FAIRy Notes #1: preflight before you submit
December 2025 (672 Words, 4 Minutes)
“My philosophy on technology is that people shouldn’t have to understand it in order to be able to use it.” — Radia Perlman
Most dataset submission pain isn’t hard, it’s just annoying. Its usually not that the science is wrong. It’s that the same dataset has to be shaped into a slightly different format for each receiver: a repository, a curator, a collaborator, a tool. And when you’re already deep in research mode, that “just put it in the right format” work can feel like needless friction.
I kept coming back to the same idea, so I decided to build a small metadata manipulation tool. The idea is this:
Run a tiny preflight locally before you submit.
Not to make your data perfect — just to catch the preventable problems early and make fixes less miserable.
What I mean by “preflight”
A preflight is a quick pass over your dataset (usually the metadata table) that produces:
- Pass / Warn / Fail results (so you know what’s blocking vs. what’s “fix when you can”)
- A human-readable report you can share (or keep as a record)
- Remediation hints (what broke + what to do next)
- Optionally: a small “bundle” of artifacts (reports, manifests, provenance notes) so you can reproduce what you checked later
Example preflight output: what’s blocking submission, why it matters, and how to fix it.
I’m building FAIRy around this model: validation is only useful if it helps you fix things.
The 5 boring issues that cause most chaos
These show up across domains — genomics, biodiversity, and every random CSV someone exported from a database.
1) IDs that aren’t stable
If an id column changes between exports, it breaks joins, annotations, deduping, and even your own “what did I fix last time?” notes.
Preflight check: ID is present, unique, and doesn’t contain obvious formatting weirdness (like spaces).
Fix: choose a stable key strategy, or generate one once and persist it.
2) Dates that are “valid” but wrong
A date can parse fine and still be suspicious (defaults like 2025-01-01, weird placeholders, or mixed formats).
Preflight check: parseable date and optional heuristics (e.g., warn on implausible ranges or on obvious defaults).
Fix: normalize to one format and document what the field means (collection date vs upload date vs observation date).
3) URLs that aren’t URLs
Classic: www.example.com without a scheme, or “URL-looking strings” that are actually notes.
Preflight check: if a field is supposed to be a URL, require a real URL shape (http:// or https://) and flag the rest.
Fix: add the scheme, or move the text into a notes field.
4) Numeric fields that drift out of reality
Latitude and longitude swapped, out-of-range coordinates, negative mass, impossible dimensions.
Preflight check: type and range checks (and warn if something looks swapped).
Fix: normalize units, confirm coordinate order, add constraints closer to the source system.
5) “Row number” confusion
One of the most annoying little bugs: reporting row numbers that don’t line up because of headers (or 0 vs 1 indexing).
Preflight check: not a data rule, just a UX rule: make error locations match what users see in Excel/Sheets.
Fix: always be explicit about whether row numbers include headers.
How someone else could use this idea (even without FAIRy)
If you’re a…
- Researcher: run preflight before you upload, so you don’t learn about basic issues from a rejection email.
- Curator/reviewer: share a preflight checklist (or rulepack) so feedback is consistent and less bespoke.
- Tool builder: treat rulepacks like “lint rules” for datasets — something the community can version and improve.
The vision
I want dataset submission to feel more like running tests on code: quick, local, and obvious about what to fix. The point is cutting down preventable back-and-forth so curators and researchers spend their time on the work they’re actually trained to do. FAIRy runs locally, applies a shared set of requirements (“rulepacks”), and produces something you can act on: a clear fix list. Over time, I want these rulepacks to be reusable and updated to community standards.
Where FAIRy fits
FAIRy is my attempt to make this workflow easy: run a command locally, get a report that tells you what’s blocking, what’s risky, and what to fix next — without uploading raw data anywhere by default.
This is still early and evolving, but the direction is pretty stable: turn validation into remediation.
Follow Along
I’m sharing these FAIRy Notes as I build a local-first “preflight” for research datasets — the boring checks that save time later.
If you want to check it out:
- FAIRy (code + issues): github.com/yuummmer/fairy-core
- More on the project (and the institutional side) lives at: datadabra.com
And if you’re working with messy metadata (genomics, biodiversity, anything tabular) and have a “this always breaks” example, I’d love to hear it. You can reach me on LinkedIn or GitHub.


[WHAT THE TASK REQUIRES] Return every entry below exactly as written, minus the pictures.

[INPUT DATA]
──────
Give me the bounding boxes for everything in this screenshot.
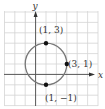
point-label-1-3: (1, 3) [39,25,63,35]
y-axis-label: y [32,1,39,11]
point-1-neg1 [44,83,48,87]
x-axis [4,72,95,76]
x-axis-label: x [98,70,103,80]
point-label-1-neg1: (1, −1) [45,93,77,103]
point-label-3-1: (3, 1) [68,59,92,69]
coordinate-plane: x y (1, 3) (3, 1) (1, −1) [0,0,105,109]
x-axis-arrow-icon [89,72,95,76]
y-axis [34,11,38,106]
point-1-3 [44,41,48,45]
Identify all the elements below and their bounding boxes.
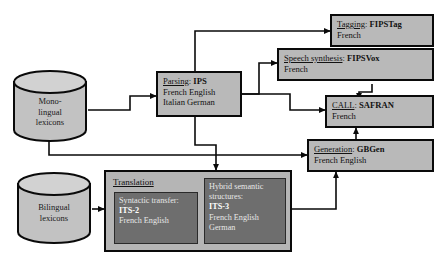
──────
[WRITTEN REPLY]
Give me the bounding boxes for everything in this screenshot.
point-label-1-3: (1, 3) [39,25,63,35]
y-axis-label: y [32,1,39,11]
point-1-neg1 [44,83,48,87]
x-axis [4,72,95,76]
x-axis-label: x [98,70,103,80]
point-label-1-neg1: (1, −1) [45,93,77,103]
point-label-3-1: (3, 1) [68,59,92,69]
coordinate-plane: x y (1, 3) (3, 1) (1, −1) [0,0,105,109]
x-axis-arrow-icon [89,72,95,76]
y-axis [34,11,38,106]
point-1-3 [44,41,48,45]
Identify all the elements below and their bounding boxes.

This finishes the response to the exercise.